2. Bands
“Why should the devil have all the good music”
Singer/songwriter Larry Norman, quoting William Booth, the founder of the Salvation Army

Having learned to play the guitar, it wasn’t long before I started to look at ways I could fulfil my promise to ‘use my guitar playing for Jesus’. No Christian born after the 60s and early 70s can understand how it was, to be trying to share faith or worship using more contemporary music, in those far off days. Today we take it for granted (although in some quarters the controversy rumbles on) but back then, using guitars and drums in a Christian context was pioneering and controversial to say the least.
It wasn’t long before my teenage-self got together with others to form a ‘beat group’. At first it was just a couple of acoustic guitars and five singers, then adding drums and an electric lead guitar, members coming and going and, much later, adding bass guitar (our bassist was a complete novice., but willing to learn. Although early bass parts were taught by rote he soon picked it up for himself).
We took our music to schools, prisons, youth groups, beach barbecues, harvest suppers and occasionally churches. We played our self-penned songs and talked about our own faith stories anywhere we were offered an opening.
One of the elders at my church, Bill, took me on one side after a Sunday service and started to harangue me about using pop music in a Christian context, telling me it was dishonouring to God and would do harm not good. I remember telling him about the opportunities to talk about Jesus in places where Christians seldom ventured. I told stories of lives influenced and changed. He would not have it!
Fortunately the rest of the church leadership made their support for what we were doing evident in a multitude of ways. I owe much of the ministry that I’ve been involved in over the years to the open-handed, encouraging environment of the church in which I grew up.
Band line-ups came and went, and eventually I spent a long time working as a solo singer/songwriter, before eventually giving up my day job as a teacher to work for British Youth for Christ as a member of their national staff band ‘Alphabet’.
When I left the band to work first of all for The Message and then for Ivy Cottage Church in Manchester I continued to do the occasional concert, but increasingly used my guitar in the context of musical worship, which I still do, occasionally to this day. Promise kept, I hope!

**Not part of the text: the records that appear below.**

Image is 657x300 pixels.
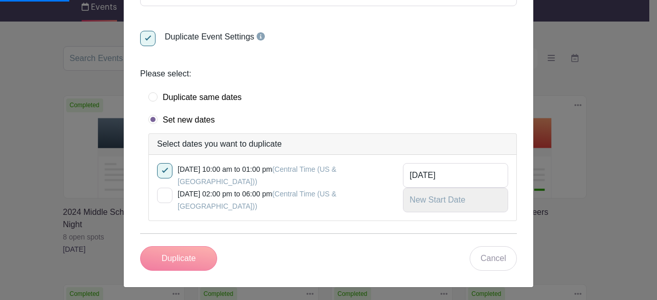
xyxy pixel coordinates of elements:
input: New Start Date [403,188,508,213]
div: Please select: [140,68,517,80]
input: New Start Date [403,163,508,188]
a: Cancel [470,247,517,271]
div: Select dates you want to duplicate [149,134,517,155]
small: [DATE] 02:00 pm to 06:00 pm [178,190,336,211]
label: Duplicate same dates [148,92,242,103]
small: [DATE] 10:00 am to 01:00 pm [178,165,336,186]
label: Set new dates [148,115,215,125]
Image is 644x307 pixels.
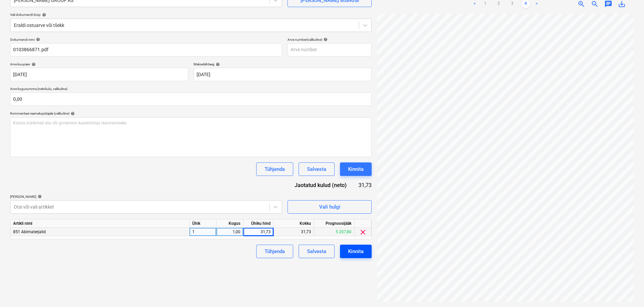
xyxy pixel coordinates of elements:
div: Arve number (valikuline) [287,37,372,42]
span: help [322,37,327,41]
button: Salvesta [299,162,334,176]
div: Dokumendi nimi [10,37,282,42]
div: 5 207,80 [314,228,354,236]
div: 31,73 [273,228,314,236]
div: Kinnita [348,247,364,256]
span: help [30,62,36,66]
div: 31,73 [246,228,271,236]
button: Tühjenda [256,244,293,258]
iframe: Chat Widget [610,275,644,307]
div: Kinnita [348,165,364,174]
button: Kinnita [340,162,372,176]
button: Vali hulgi [287,200,372,214]
div: Vali dokumendi tüüp [10,13,372,17]
span: help [34,37,40,41]
span: help [36,194,42,198]
div: Kokku [273,219,314,228]
div: [PERSON_NAME] [10,194,282,199]
div: Vali hulgi [319,202,340,211]
div: Maksetähtaeg [194,62,372,66]
div: Vestlusvidin [610,275,644,307]
button: Kinnita [340,244,372,258]
div: Tühjenda [265,247,285,256]
div: Kommentaar raamatupidajale (valikuline) [10,111,372,116]
span: clear [359,228,367,236]
button: Tühjenda [256,162,293,176]
input: Tähtaega pole määratud [194,68,372,81]
div: Arve kuupäev [10,62,188,66]
div: Salvesta [307,165,326,174]
input: Arve kogusumma (netokulu, valikuline) [10,93,372,106]
button: Salvesta [299,244,334,258]
div: Artikli nimi [10,219,190,228]
div: Jaotatud kulud (neto) [284,181,357,189]
span: help [41,13,46,17]
div: 31,73 [357,181,372,189]
span: help [70,112,75,116]
input: Arve kuupäeva pole määratud. [10,68,188,81]
div: 1,00 [219,228,240,236]
div: Ühik [190,219,217,228]
div: Salvesta [307,247,326,256]
span: 851 Abimaterjalid [13,229,46,234]
div: Tühjenda [265,165,285,174]
div: Ühiku hind [244,219,273,228]
div: Prognoosijääk [314,219,354,228]
div: 1 [190,228,217,236]
input: Arve number [287,43,372,56]
span: help [214,62,220,66]
input: Dokumendi nimi [10,43,282,56]
div: Kogus [217,219,244,228]
p: Arve kogusumma (netokulu, valikuline) [10,87,372,93]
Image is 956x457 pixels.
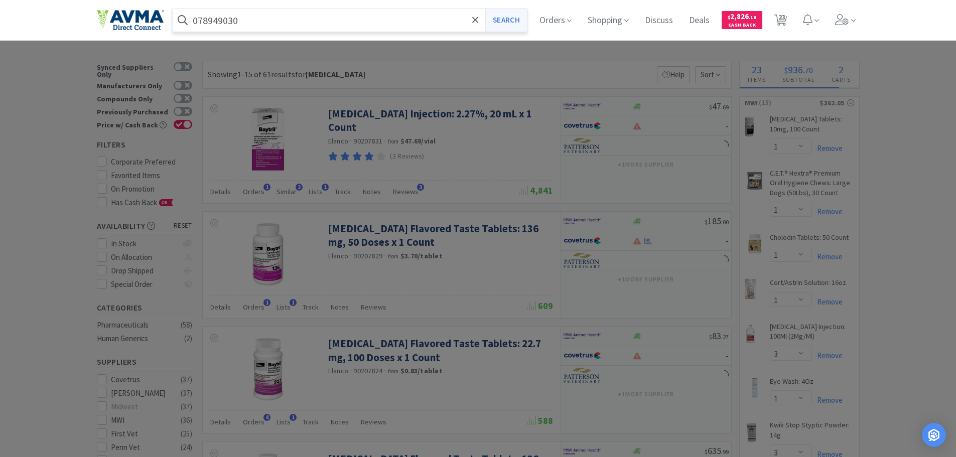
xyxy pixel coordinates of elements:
a: $2,826.18Cash Back [722,7,762,34]
a: 23 [770,17,791,26]
img: e4e33dab9f054f5782a47901c742baa9_102.png [97,10,164,31]
a: Deals [685,16,714,25]
button: Search [485,9,527,32]
span: Cash Back [728,23,756,29]
a: Discuss [641,16,677,25]
div: Open Intercom Messenger [922,423,946,447]
span: 2,826 [728,12,756,21]
span: $ [728,14,730,21]
span: . 18 [749,14,756,21]
input: Search by item, sku, manufacturer, ingredient, size... [173,9,528,32]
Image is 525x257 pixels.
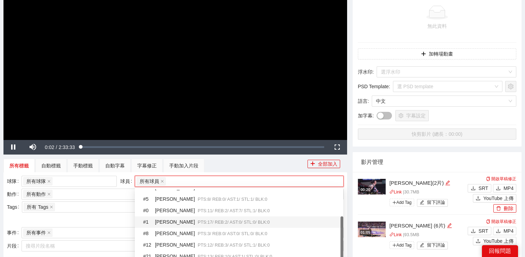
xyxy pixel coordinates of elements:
[143,207,339,215] div: [PERSON_NAME]
[41,162,61,170] div: 自動標籤
[496,186,501,191] span: download
[161,180,164,183] span: close
[3,140,23,155] button: Pause
[389,232,402,237] a: linkLink
[376,96,512,106] span: 中文
[361,22,514,30] div: 無此資料
[7,189,22,200] label: 動作
[493,204,516,213] button: delete刪除
[420,200,424,205] span: edit
[47,192,51,196] span: close
[421,51,426,57] span: plus
[120,176,135,187] label: 球員
[73,162,93,170] div: 手動標籤
[358,97,369,105] span: 語言 :
[417,199,448,207] button: edit留下評論
[503,184,514,192] span: MP4
[392,243,396,247] span: plus
[389,232,394,237] span: link
[389,222,466,230] div: [PERSON_NAME] (6片)
[310,161,315,167] span: plus
[471,229,476,234] span: download
[169,162,198,170] div: 手動加入片段
[445,180,450,186] span: edit
[45,145,54,150] span: 0:02
[473,194,516,203] button: uploadYouTube 上傳
[143,195,339,203] div: [PERSON_NAME]
[26,190,46,198] span: 所有動作
[486,177,490,181] span: copy
[7,227,22,238] label: 事件
[483,195,514,202] span: YouTube 上傳
[143,218,154,226] span: # 1
[358,48,516,59] button: plus加轉場動畫
[50,205,53,209] span: close
[198,220,270,225] span: PTS: 17 / REB: 2 / AST: 0 / STL: 0 / BLK: 0
[417,242,448,249] button: edit留下評論
[27,203,48,211] span: 所有 Tags
[486,220,490,224] span: copy
[392,200,396,205] span: plus
[143,230,154,237] span: # 8
[198,197,267,202] span: PTS: 8 / REB: 0 / AST: 1 / STL: 1 / BLK: 0
[137,162,157,170] div: 字幕修正
[473,237,516,245] button: uploadYouTube 上傳
[447,222,452,230] div: 編輯
[389,199,414,206] span: Add Tag
[360,187,371,193] div: 00:20
[486,176,516,181] a: 開啟草稿修正
[198,208,270,213] span: PTS: 11 / REB: 2 / AST: 7 / STL: 1 / BLK: 0
[482,245,518,257] div: 回報問題
[198,243,270,248] span: PTS: 12 / REB: 3 / AST: 0 / STL: 1 / BLK: 0
[358,222,386,237] img: d9d9e23d-fcf2-49dd-b5ce-f257068afe26.jpg
[105,162,125,170] div: 自動字幕
[476,196,480,202] span: upload
[471,186,476,191] span: download
[23,140,42,155] button: Mute
[47,180,51,183] span: close
[361,152,513,172] div: 影片管理
[81,146,324,148] div: Progress Bar
[468,184,491,192] button: downloadSRT
[478,227,488,235] span: SRT
[496,229,501,234] span: download
[198,231,267,236] span: PTS: 3 / REB: 0 / AST: 0 / STL: 0 / BLK: 0
[447,223,452,228] span: edit
[26,178,46,185] span: 所有球隊
[7,202,22,213] label: Tags
[389,189,466,196] p: | 30.7 MB
[143,218,339,226] div: [PERSON_NAME]
[328,140,347,155] button: Fullscreen
[389,190,394,194] span: link
[59,145,75,150] span: 2:33:33
[7,240,22,252] label: 片段
[486,219,516,224] a: 開啟草稿修正
[503,227,514,235] span: MP4
[140,178,159,185] span: 所有球員
[358,68,374,76] span: 浮水印 :
[7,176,22,187] label: 球隊
[505,81,516,92] button: setting
[420,243,424,248] span: edit
[143,207,154,214] span: # 0
[47,231,51,235] span: close
[360,230,371,236] div: 01:05
[26,229,46,237] span: 所有事件
[358,129,516,140] button: 快剪影片 (總長：00:00)
[143,241,339,249] div: [PERSON_NAME]
[478,184,488,192] span: SRT
[307,160,340,168] button: plus全部加入
[358,112,374,120] span: 加字幕 :
[358,83,390,90] span: PSD Template :
[445,179,450,187] div: 編輯
[389,179,466,187] div: [PERSON_NAME](2片)
[358,179,386,195] img: f2a1111c-80ea-41be-b758-cd0d00782eaa.jpg
[389,190,402,195] a: linkLink
[395,110,429,121] button: setting字幕設定
[389,232,466,239] p: | 93.5 MB
[496,206,501,212] span: delete
[9,162,29,170] div: 所有標籤
[143,230,339,238] div: [PERSON_NAME]
[468,227,491,235] button: downloadSRT
[143,195,154,203] span: # 5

The picture with this article is of a band called “Access” which I played in in the early 70s. When my 12 year old daughter saw it she said, “Dad, you looked like one of the Beatles!” I was reminded of a much less complimentary comment, delivered after one of our concerts somewhere in the UK in the late 60s, when one of our audience caught me afterwards to say, “I could listen to John Lennon’s voice for ages, but your voice…”
The voice was rough, the song lyrics primitive, the arrangements predictable (all sounding very amateur compared to today’s professional Christian musicians) but we were young, and as we pioneered something new somehow I believe we made a difference to many lives. We shared the story of our encounter with Jesus in unlikely settings to often very receptive audiences.